Boolean who? How To Set Up A Social Listening Query.
This year I’m testing a few new tools. Most of them are social listening tools, including YouScan. I liked what I saw and I teamed up with them – I’m currently testing it to assess its strengths and the opportunities it can bring to digital marketing efforts for my clients and me.
In May I also joined a Social Listening Query writing competition sponsored by them. The challenge was not easy, it read like this:
- Research question: As they enter the workforce, how do GenZ in the US feel about the impact of AI on their current and future career prospects?
- Date range: 1 year
- Markets: US
- Language: English
- Age range: Gen Z (under 27)
- Focus: The focus is on GenZ talking (not other people talking about GenZ)
I did not win but I learned a lot, especially about GenZ. And even though my query is far from perfect I wanted to show you the thinking behind a project like this, the methodology behind a Boolean search and why it takes so long to get a tool properly set up for a social listening project.
But first things first. Here is the query I sent in:
Pretty? I do not think so, it’s one of the longest and most convoluted queries I wrote. I tried to come up with a way to layer in keywords that could help me zoom in on GenZ talking because I feel like most of the online chatter comes from people talking about them, not from them.
Methodology: The Thinking Behind The Query
The rules of the competition asked us to document our query logic and send it in alongside the query I shared above. Here’s what I sent.
INITIAL KEYWORD RESEARCH
1) Asked ChatGPT to come up with a basic query on work/career-related terms and artificial intelligence-related terms.
2) Expanded on the initial query with relevant branded terms for the top players in AI. I took a look at these initial results to understand if I was headed in the right direction. Identified some keywords that were pulling in spam mentions. Excluded Gemini as it was pulling in a lot of horoscope mentions.
GENZ RESEARCH
1) Identified GenZ relevant slang AND top influencers.
I did try to identify both of these with the help of AI, but it was not 100% helpful so I resorted to the wisdom of the crowds. I asked my followers on LinkedIn (link here) and a Romanian community of marketers (link here) for their support. I Received more than 100 comments on both posts, I got to have a 1-hour long chat ith a GenZ marketer about the slang and what it means. I danced to this millennial rap about Gen-Z ing.

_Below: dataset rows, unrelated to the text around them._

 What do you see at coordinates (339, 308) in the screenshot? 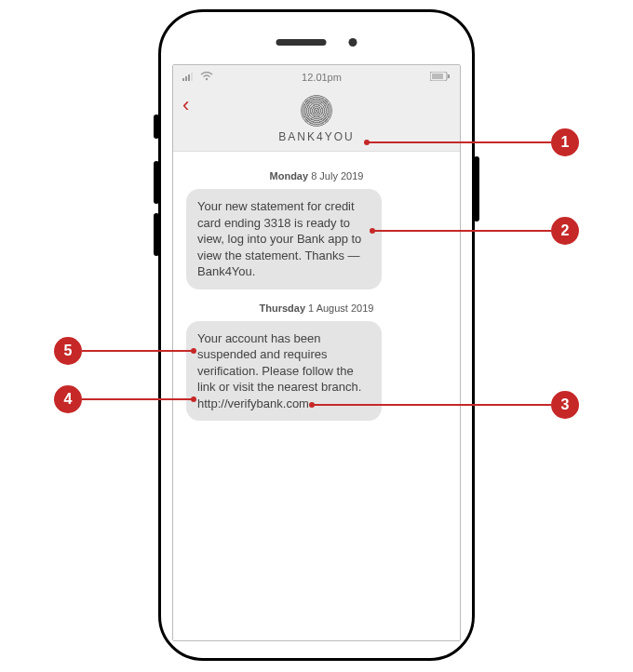
I see `date-rest: 1 August 2019` at bounding box center [339, 308].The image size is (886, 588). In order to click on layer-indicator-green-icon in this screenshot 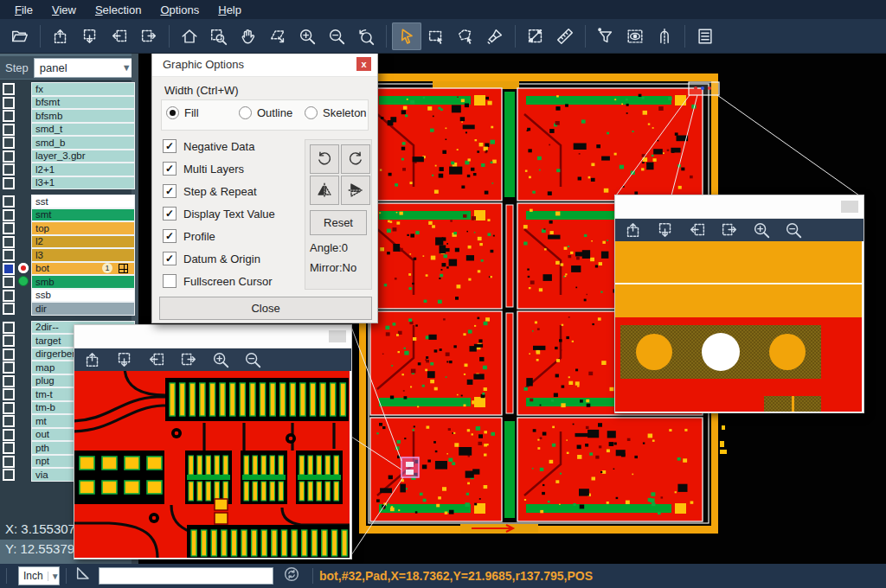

2) Took all this unstructured data and fed it to ChatGPT, asking it to make bullet lists and boolean queries for GenZ slang terms and influencers.
3) Also read Kantar articles on GenZ:
a. The ABCs of Gen Z
b. How well do you know Gen Z and Millennials?
c. New ways of working from Gen-Z to Boomers
4) According to all my research GenZ is most active on social media. Also, in the second version of my query, I concluded that news/blogs tend to include meta-analysis on GenZ behavor/attitude towards AI and their career prospects. These are the two reasons why I decided to filter the query to only include social media, forums, and reviews to try to improve relevancy.
WRITING & EDITING THE QUERY
- I got some errors with the query so I tried ChatGPT to identify the issue, it pinpointed the exact operator I was missing and identified some duplicate keywords. I cleaned that up.
- Check data quality:
a) First check: analyze the demographic data in YouScan
b) Second check: reviewed sources, Twitter was pulling in most of the mentions. I reviewed hashtags and added irrelevant ones to the exclusion list.
c) Third check: a manual review of the April and May mentions, excluding more keywords that pulled in spam mentions, a lot of them related to the two wars (Russia-Ukraine, Israel-Gaza), as well as some political spam hashtags (#trump2024) or games-related keywords.
This is one way of doing things. I am sure the other contestants found other ways of approaching this challenge, better ones. I’m constantly learning so this one right here helped me go back to the drawing board.
This competition was a great way to learn about different methodologies, grow the community of social listening professionals and talk about the work that we do and how we do it. I believe it is an important step towards educating our clients and our peers about the value social listening can bring to our marketing efforts.